Tuesday, March 13, 2007

End Presidential "Fast Track" Authority for Trade Agreements

"Fast track" is a negotiating authority that has been granted by Congress since 1974 which allows the President to negotiate international trade agreements. Under these procedures, the President submits the legislation to Congress for a straight up or down vote. No amendments are allowed and Congress has ninety legislative days to approve or reject. This presidential authority is scheduled to expire in June. Congress should let it.

"Fast track" authority has allowed Presidents to circumvent congressional efforts to push U.S. trading partners to strengthen the regulation and enforcement of environmental standards and workers’ rights (such as the international labor standards created by the UN's International Labor Organization) as part of any new trade agreement. Many Democrats who voted for NAFTA said they anticipated being able to vote on such measures, but as we see, those issues never get brought up again after these trade deals are passed. And as Nat-Wu has detailed on previous and more eloquent blogs, the U.S. shouldn't be trading with countries that doesn't adhere to basic livable wage and sanitation standards for their workers, or commit other egregious human rights violations against them, or adhere to simarly basic environmental protections.

Now this is not about "protectionism." I disagree with those on the left who think we should repeal NAFTA and remove ourselves from the WTO (both of which are completely impractical), and I agree with liberal economists like Paul Krugman who believe that trade can be a source of a lot of good for the U.S. and other countries.

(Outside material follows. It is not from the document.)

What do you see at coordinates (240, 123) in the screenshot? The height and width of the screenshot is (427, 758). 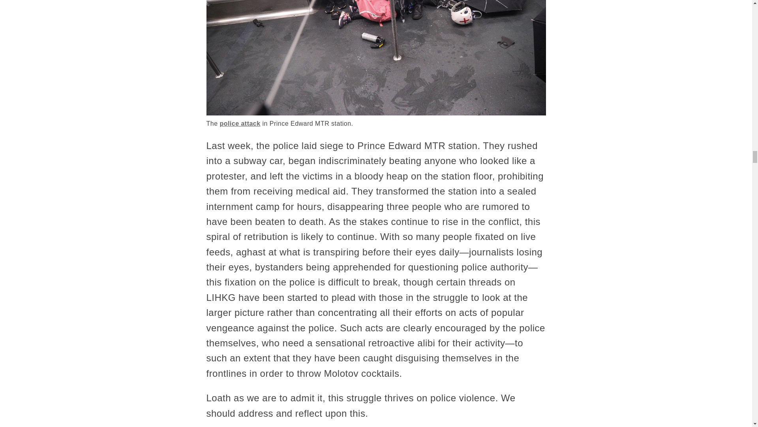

We just shouldn't be trade partners with those governments who don't demand the same standards we do. Doing so both betrays our principles and hurts our economy because it puts us at a competitive disadvantage with nations whose businesses are less regulated, which, in turn, leads to the outsourcing of jobs.

On that more controversial topic, I think we should address it not by seeking to limit trade, but by penalizing U.S. companies that ship their jobs overseas so that it's not worth it for them. They shouldn't be able to keep getting tax breaks and corporate welfare subsidies when they are skyrocketing our unemployment rate. I've also heard that Democrats are planning on expanding assistance programs for those Americans who have lost their jobs due to outsourcing (federal assistance programs for these dislodged workers provide a share of health insurance costs and subsidize job retraining). These policies, and ending "fast track," would move us in the right direction towards fair trade.